A recent survey conducted by researchers at the IE Center for the Governance of Change indicates that a majority of people would support replacing members of their respective parliaments with AI systems.
Yikes. The majority might have this one wrong. But we’ll get into why in a moment.
The survey
Researchers interviewed 2,769 Europeans representing varying demographics. Questions ranged from whether they’d prefer to vote via smartphone all the way to whether they’d replace existing politicians with algorithms given the chance.
Per the survey:
51% of Europeans support reducing the number of national parliamentarians and giving those seats to an algorithm. Over 60% of Europeans aged 25-34 and 56% of those aged 34-44 are excited about this idea.
On the surface, this makes perfect sense – younger people are more likely to embrace a new technology, no matter how radical.
But it gets even more interesting when you drill things down a bit.
According to a report from CNBC:
The study found the idea was particularly popular in Spain, where 66% of people surveyed supported it. Elsewhere, 59% of the respondents in Italy were in favor and 56% of people in Estonia.
In the U.K., 69% of people surveyed were against the idea, while 56% were against it in the Netherlands and 54% in Germany.
Outside Europe, some 75% of people surveyed in China supported the idea of replacing parliamentarians with AI, while 60% of American respondents opposed it.

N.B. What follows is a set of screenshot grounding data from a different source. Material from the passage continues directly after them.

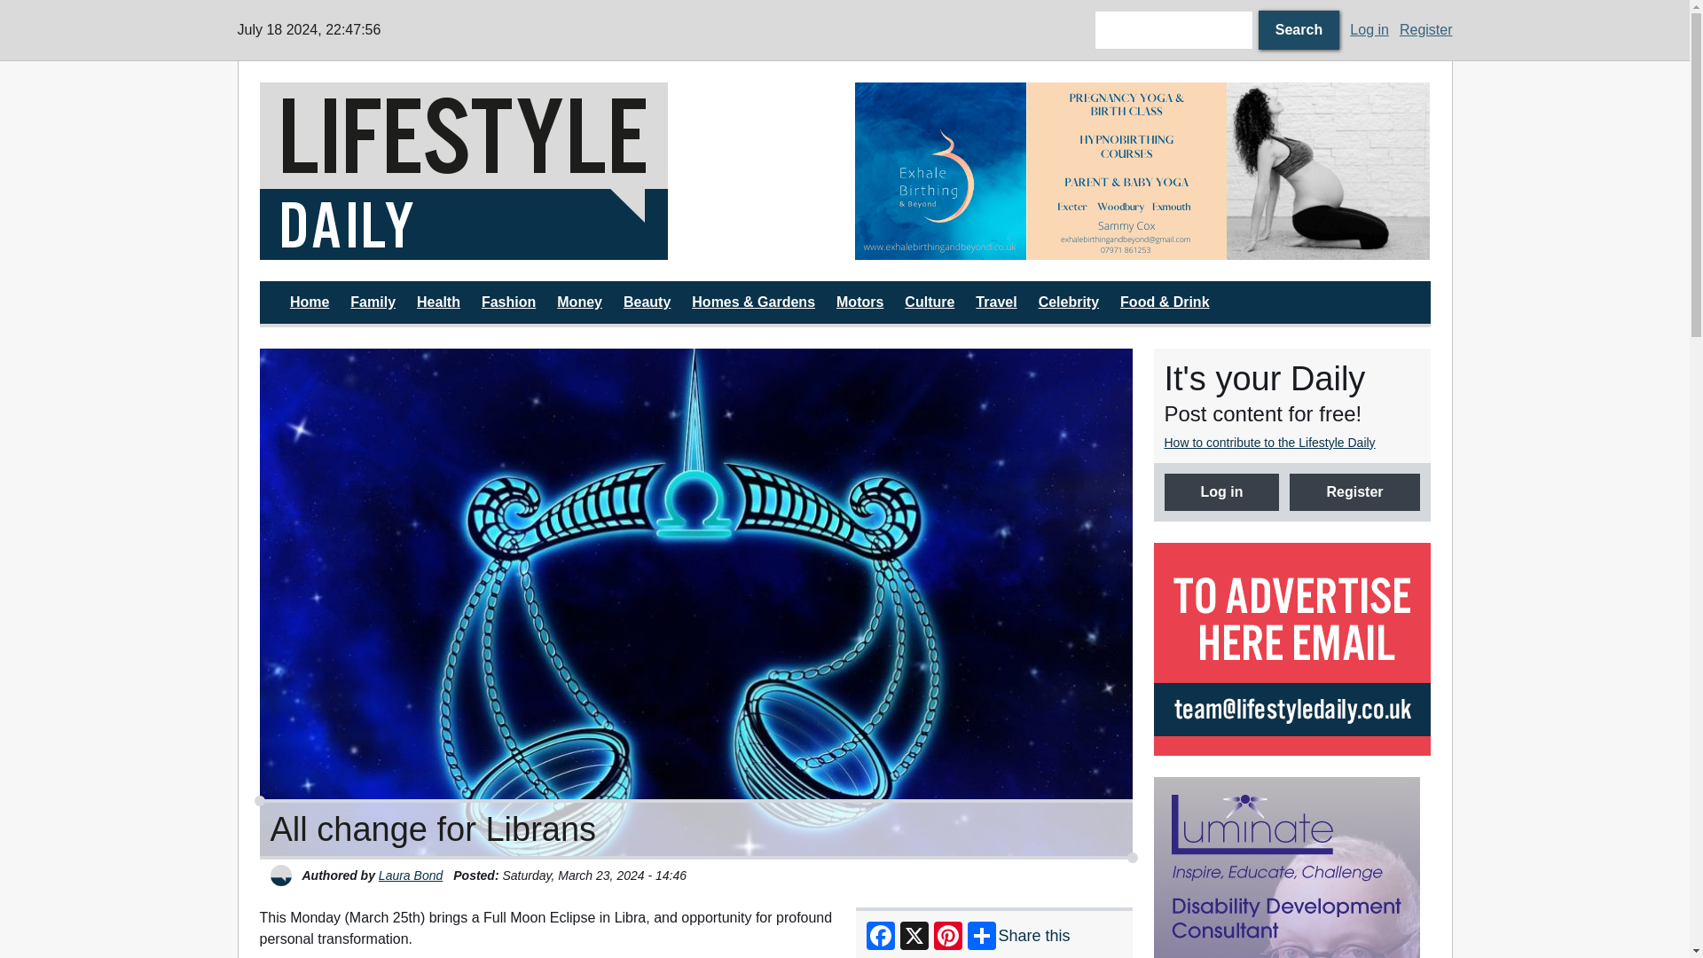 The image size is (1703, 958). What do you see at coordinates (996, 302) in the screenshot?
I see `Travel` at bounding box center [996, 302].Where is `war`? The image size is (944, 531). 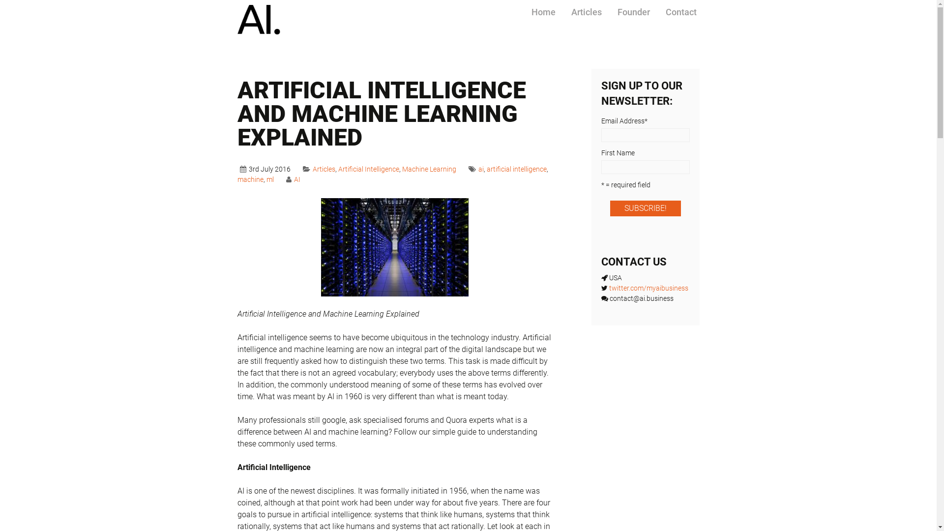
war is located at coordinates (677, 376).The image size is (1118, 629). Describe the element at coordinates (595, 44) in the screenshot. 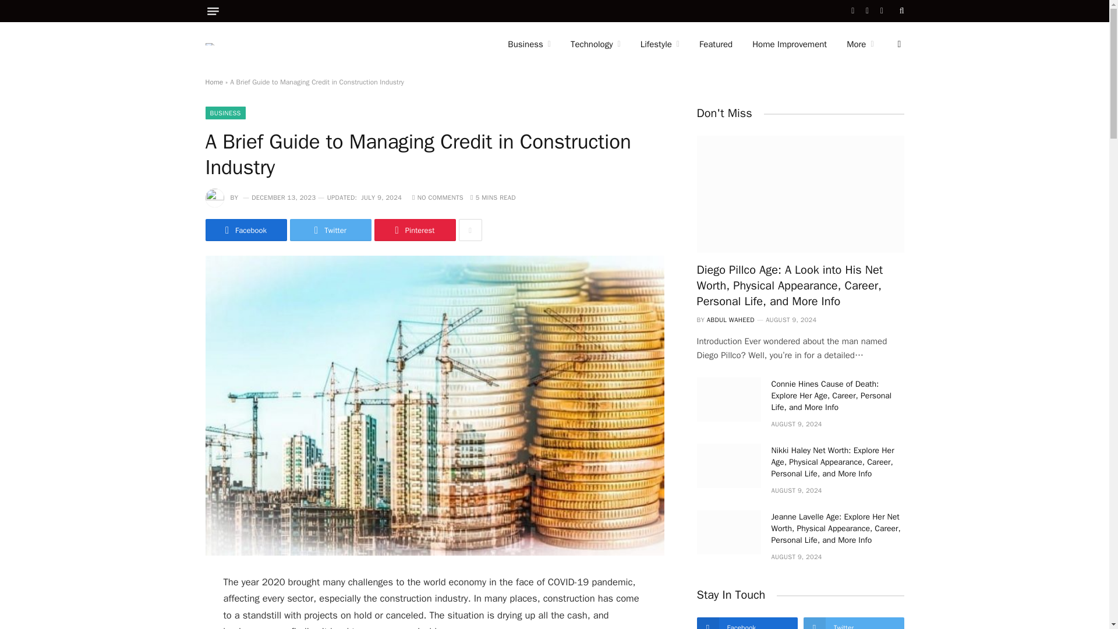

I see `Technology` at that location.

It’s difficult to draw insight from these numbers without resorting to speculation – when you consider the political divide in the UK and the US, for example, it’s interesting to note that people in both nations still seem to prefer the status quo over an AI system.
Here’s the problem
All those people in favor of an AI parliament are wrong.
The idea here, according to the CNBC report, is that this survey captures the “general zeitgeist” when it comes to public perception of their current human representatives.

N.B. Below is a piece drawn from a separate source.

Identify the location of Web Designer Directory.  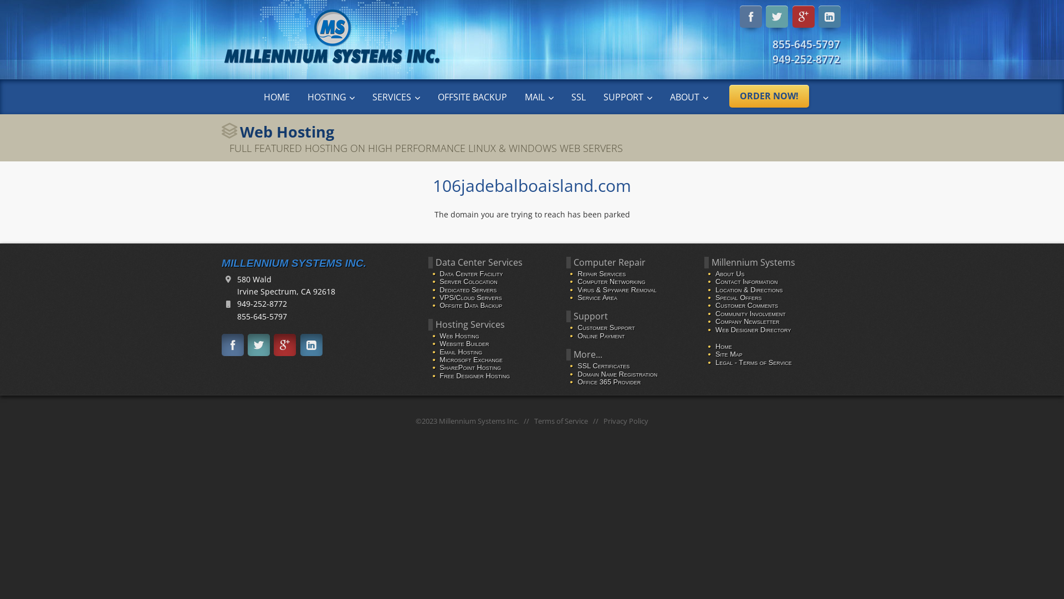
(753, 329).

This seems to indicate that the survey tells us more about how people feel about their politicians than it does about how people feel about AI.
But we really need to consider what an AI parliamentarian would actually mean before we start throwing our support behind the idea.
Governments may not operate the same in every country, but if enough people support an idea – no matter how bad it is – there’s always a chance the people will get what they want.
Why an AI parliamentarian is a terrible idea
Here’s the conclusion right up front: It would not only be filled with baked-in bias, but trained with the biases of the government implementing it. Furthermore, any applicable AI technology in this domain would be considered “black box” AI, and thus it would be even worse at explaining its decisions than contemporary human politicians.
And, finally, if we hand over our constituent data to a centralized government system that has parliamentarian rights, we’d essentially be allowing our respective governments to use digital gerrymandering to conduct mass-scale social engineering.
Here’s how
When people imagine a robot politician they often conceptualize a being that cannot be corrupted. Robots don’t lie, they don’t have agendas, they’re not xenophobic or bigoted, and they can’t be bought off. Right?
Wrong.
AI is inherently biased. Any system designed to surface insights based on data that applies to people will automatically have bias built into its very core.
The short version of why this is true goes like this: think about the 2,769 person survey mentioned above. How many of those people are Black? How many are queer? How many are Jewish? How many are conservative? Are 2,769 people really enough people to represent the entirety of Europe?
Probably not. It’s just a pretty close guess. When researchers conduct these surveys, they’re trying to get a general idea of how people feel: this isn’t scientifically accurate information. We simply have no way of forcing every single person on the continent to answer these questions.
That’s how AI works. When we train an AI to do work – for example, to take data related to voter sentiment and determine whether to vote yay or nay on a particular motion – we train it on data that was generated, curated, interpreted, transcribed, and implemented by humans.
At every step of the AI training process, every bias that’s crept in becomes exacerbated. If you train an AI on data featuring a disproportionate amount of representation between groups, the AI will develop and amplify bias against those groups with less representation. That’s how algorithms work inside of a black box.
And therein lies our second problem: the black box. If a politician makes a decision that results in a negative consequence we can ask that politician to explain the motive behind that decision.
As a hypothetical example, if a politician successfully lobbied to abolish all traffic lights in their district and that action resulted in an increase in accidents, we could find out why they voted that way and demand they never do it again.
You can’t do that with most AI systems. Simple automation systems can be looked at in reverse if something goes wrong, but AI paradigms that involve deep learning and surfacing insights – the very kind you’d need to use in order to replace members of parliament with AI-powered representation – cannot generally be understood in reverse.
AI developers essentially dial-in a system’s output like they’re tuning in a radio signal from static. They keep playing with the parameters until the AI starts making decisions they like. This process cannot be repeated in reverse: you can’t turn the dial backwards until the signal is noisy again to see how it became clear.
Here’s the scary part
AI systems are goal-based. When we imagine the worst things that could possibly go wrong when it comes to artificial intelligence we might be thinking killer robots, but the experts tend to think misaligned objectives is the more likely evil.
Basically, think about AI developers like Mickey Mouse in Disney’s “The Sorcerer’s Apprentice.” If big government tells Silicon Valley to create an AI parliamentarian, it’s going to come up with the best leader it can possibly create.
Unfortunately, the goal of government isn’t to produce or collect the best leaders. It’s to serve society. Those are two entirely different goals.
The bottom line is that AI developers and politicians can train an AI system to surface any results they want.
If you can imagine gerrymandering, as it happens in the US, but at the scale of which “constituent data” gets weighted more in a machine’s parameters, then you can imagine how politicians could use AI systems to automate partisanship.
The last thing we need to do, as a global community, is use AI to supercharge the worst parts of our respective political systems.